Geography has never been more interesting. Jared takes us through how past societies undermined themselves by damaging their environment. Population growth forced people to adopt intensified methods of agricultural production, and this led to deforestation, soil erosion, water management problems, overhunting or overfishing etc. He gives example of how a naïve introduction of alien species like foxes in Australia exterminated many native mammals because the species there had just not evolved to protect themselves against such a predator. He also explains how overpopulation is a double whammy. First the absolute numbers keep rising, and then the environmental impact rises multi-fold as The Third World tries to catch up with the higher living standard of the First World. In grim Malthusian style, Rwanda had one of the highest population density and scarcity of resources, and that preceded one of the world’s worst genocides (about a million people were murdered within 6 weeks, 11% of the population).
Statistics are alarming: half of the world’s original area of forests is gone; “one-third of the world’s coral reefs – the oceanic equivalent of tropical rainforests – … have already been severely damaged”; “soils of farmlands… are being carried away at rates between 10 and 40 times the rates of soil formation”… He brings forward the alarm of climate change: Global temperature will rise at least by 1.5 degree, and probably by 5 degree, over the next century (the last Ice Age happened when temperatures increased by 5 degree).
The question is “why did some past societies fail to see the mess they were getting into and that (one would think in retrospect) must have been obvious?” Often because of the creeping (as opposed to sudden) nature of these changes, they may not be perceptible. And group think and conflicting priorities makes a clear solution difficult. Jared explains the challenges of collective decision making: “when a small cohesive group is trying to reach a decision under stressful circumstances, the stress and the need for mutual support and approval may lead to suppression of doubts and critical thinking, sharing of illusions, a premature consensus, and ultimately a disastrous decision.” Not very different from business organizations too!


• **The problem**: Below are the entries; transcribe them exactly and drop every picture.

[Data tied to figure images]

|---|

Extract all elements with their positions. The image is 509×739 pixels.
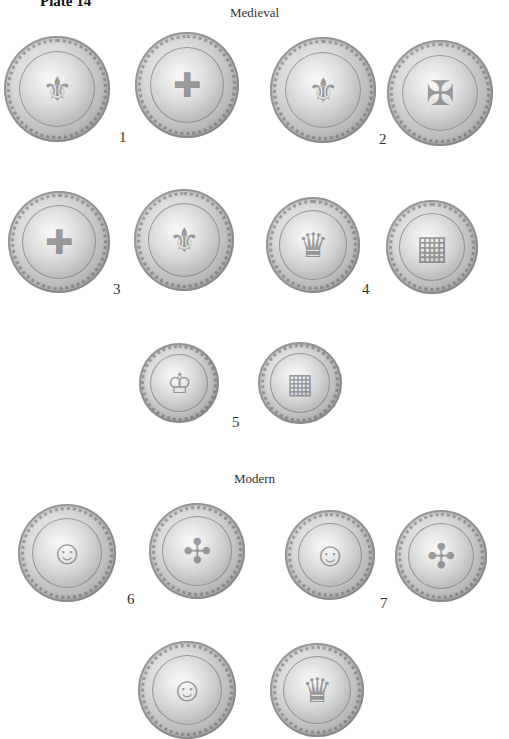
fleur-de-lis-icon: ⚜ <box>270 37 376 143</box>
cross-icon: ✠ <box>387 40 493 146</box>
arms-icon: ▦ <box>258 342 342 424</box>
coin-1-reverse: ✚ <box>135 32 239 138</box>
coin-7-obverse: ☺ <box>285 510 375 600</box>
coin-7-reverse: ✣ <box>395 510 487 602</box>
shield-icon: ⚜ <box>4 36 110 142</box>
portrait-icon: ☺ <box>138 641 236 739</box>
crown-icon: ♛ <box>270 643 364 737</box>
coin-6-reverse: ✣ <box>149 503 245 599</box>
cross-icon: ✚ <box>135 32 239 138</box>
coin-number-3: 3 <box>113 281 121 298</box>
eagle-shield-icon: ♛ <box>266 197 360 293</box>
coin-3-reverse: ⚜ <box>134 189 234 291</box>
section-title-modern: Modern <box>0 471 509 487</box>
coin-2-reverse: ✠ <box>387 40 493 146</box>
portrait-icon: ☺ <box>18 504 116 602</box>
portrait-icon: ☺ <box>285 510 375 600</box>
coin-number-6: 6 <box>127 591 135 608</box>
coin-number-1: 1 <box>119 129 127 146</box>
coin-number-2: 2 <box>379 131 387 148</box>
coin-number-7: 7 <box>380 595 388 612</box>
crowned-l-cross-icon: ✣ <box>395 510 487 602</box>
coin-2-obverse: ⚜ <box>270 37 376 143</box>
coin-3-obverse: ✚ <box>8 191 110 293</box>
coin-number-4: 4 <box>362 281 370 298</box>
coin-5-reverse: ▦ <box>258 342 342 424</box>
section-title-medieval: Medieval <box>0 5 509 21</box>
coin-4-reverse: ▦ <box>386 200 478 294</box>
coin-8-reverse: ♛ <box>270 643 364 737</box>
coin-8-obverse: ☺ <box>138 641 236 739</box>
shield-icon: ✚ <box>8 191 110 293</box>
coin-4-obverse: ♛ <box>266 197 360 293</box>
coin-6-obverse: ☺ <box>18 504 116 602</box>
coin-1-obverse: ⚜ <box>4 36 110 142</box>
fleur-de-lis-icon: ⚜ <box>134 189 234 291</box>
coin-number-5: 5 <box>232 414 240 431</box>
arms-icon: ▦ <box>386 200 478 294</box>
seated-figure-icon: ♔ <box>139 343 219 423</box>
coin-5-obverse: ♔ <box>139 343 219 423</box>
crowned-l-cross-icon: ✣ <box>149 503 245 599</box>
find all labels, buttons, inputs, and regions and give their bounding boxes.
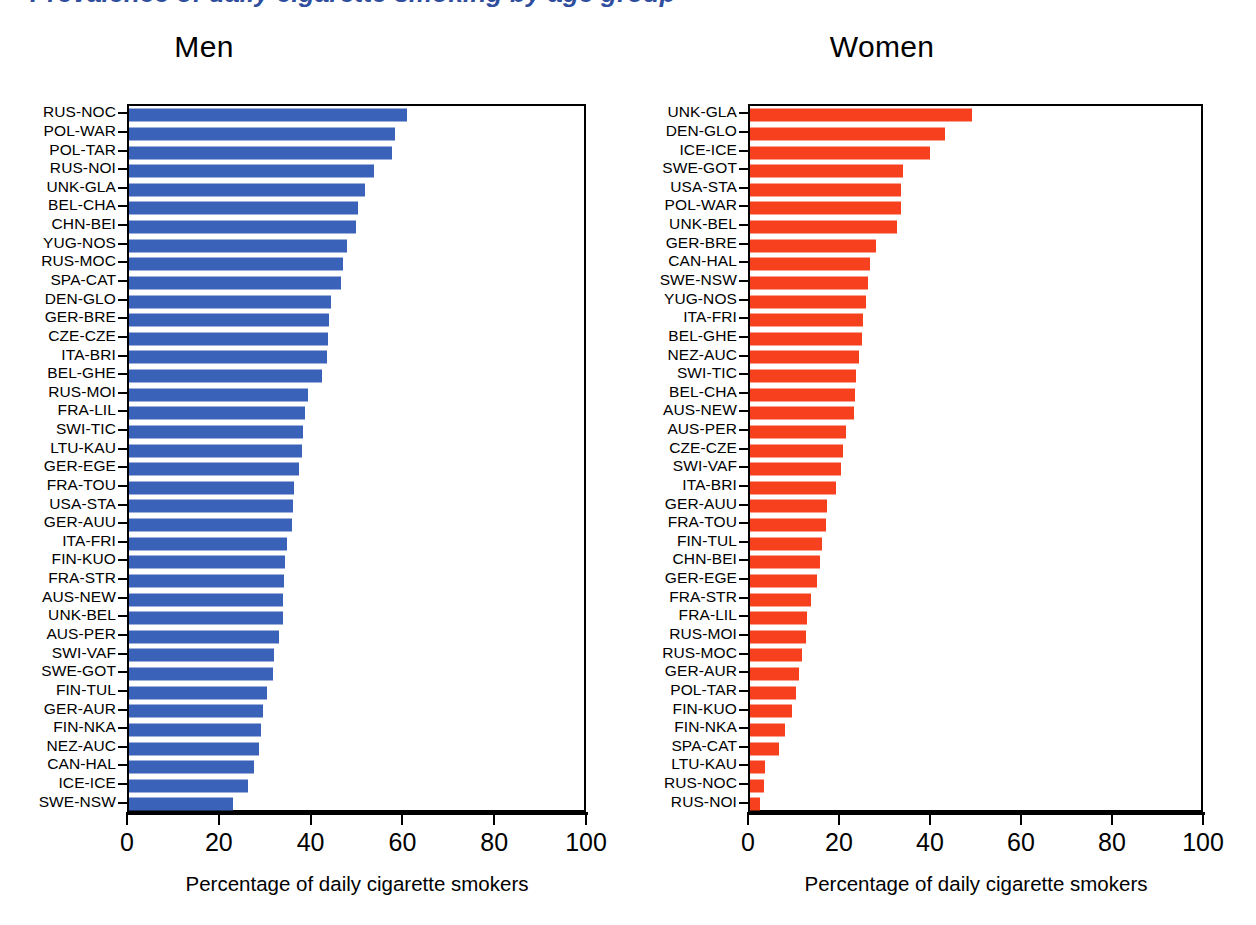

|---|

• **Exercise answer**:
Extract all elements with their positions. The image is 509×739 pixels.
fleur-de-lis-icon: ⚜ <box>270 37 376 143</box>
cross-icon: ✠ <box>387 40 493 146</box>
arms-icon: ▦ <box>258 342 342 424</box>
coin-1-reverse: ✚ <box>135 32 239 138</box>
coin-7-obverse: ☺ <box>285 510 375 600</box>
coin-7-reverse: ✣ <box>395 510 487 602</box>
shield-icon: ⚜ <box>4 36 110 142</box>
portrait-icon: ☺ <box>138 641 236 739</box>
crown-icon: ♛ <box>270 643 364 737</box>
coin-6-reverse: ✣ <box>149 503 245 599</box>
cross-icon: ✚ <box>135 32 239 138</box>
coin-number-3: 3 <box>113 281 121 298</box>
eagle-shield-icon: ♛ <box>266 197 360 293</box>
coin-3-reverse: ⚜ <box>134 189 234 291</box>
section-title-modern: Modern <box>0 471 509 487</box>
coin-2-reverse: ✠ <box>387 40 493 146</box>
portrait-icon: ☺ <box>18 504 116 602</box>
portrait-icon: ☺ <box>285 510 375 600</box>
coin-number-6: 6 <box>127 591 135 608</box>
coin-number-1: 1 <box>119 129 127 146</box>
coin-number-2: 2 <box>379 131 387 148</box>
coin-number-7: 7 <box>380 595 388 612</box>
crowned-l-cross-icon: ✣ <box>395 510 487 602</box>
coin-2-obverse: ⚜ <box>270 37 376 143</box>
coin-3-obverse: ✚ <box>8 191 110 293</box>
coin-number-4: 4 <box>362 281 370 298</box>
coin-5-reverse: ▦ <box>258 342 342 424</box>
section-title-medieval: Medieval <box>0 5 509 21</box>
coin-4-reverse: ▦ <box>386 200 478 294</box>
coin-8-reverse: ♛ <box>270 643 364 737</box>
coin-8-obverse: ☺ <box>138 641 236 739</box>
shield-icon: ✚ <box>8 191 110 293</box>
coin-4-obverse: ♛ <box>266 197 360 293</box>
coin-6-obverse: ☺ <box>18 504 116 602</box>
coin-1-obverse: ⚜ <box>4 36 110 142</box>
fleur-de-lis-icon: ⚜ <box>134 189 234 291</box>
coin-number-5: 5 <box>232 414 240 431</box>
arms-icon: ▦ <box>386 200 478 294</box>
seated-figure-icon: ♔ <box>139 343 219 423</box>
coin-5-obverse: ♔ <box>139 343 219 423</box>
crowned-l-cross-icon: ✣ <box>149 503 245 599</box>
find all labels, buttons, inputs, and regions and give their bounding boxes.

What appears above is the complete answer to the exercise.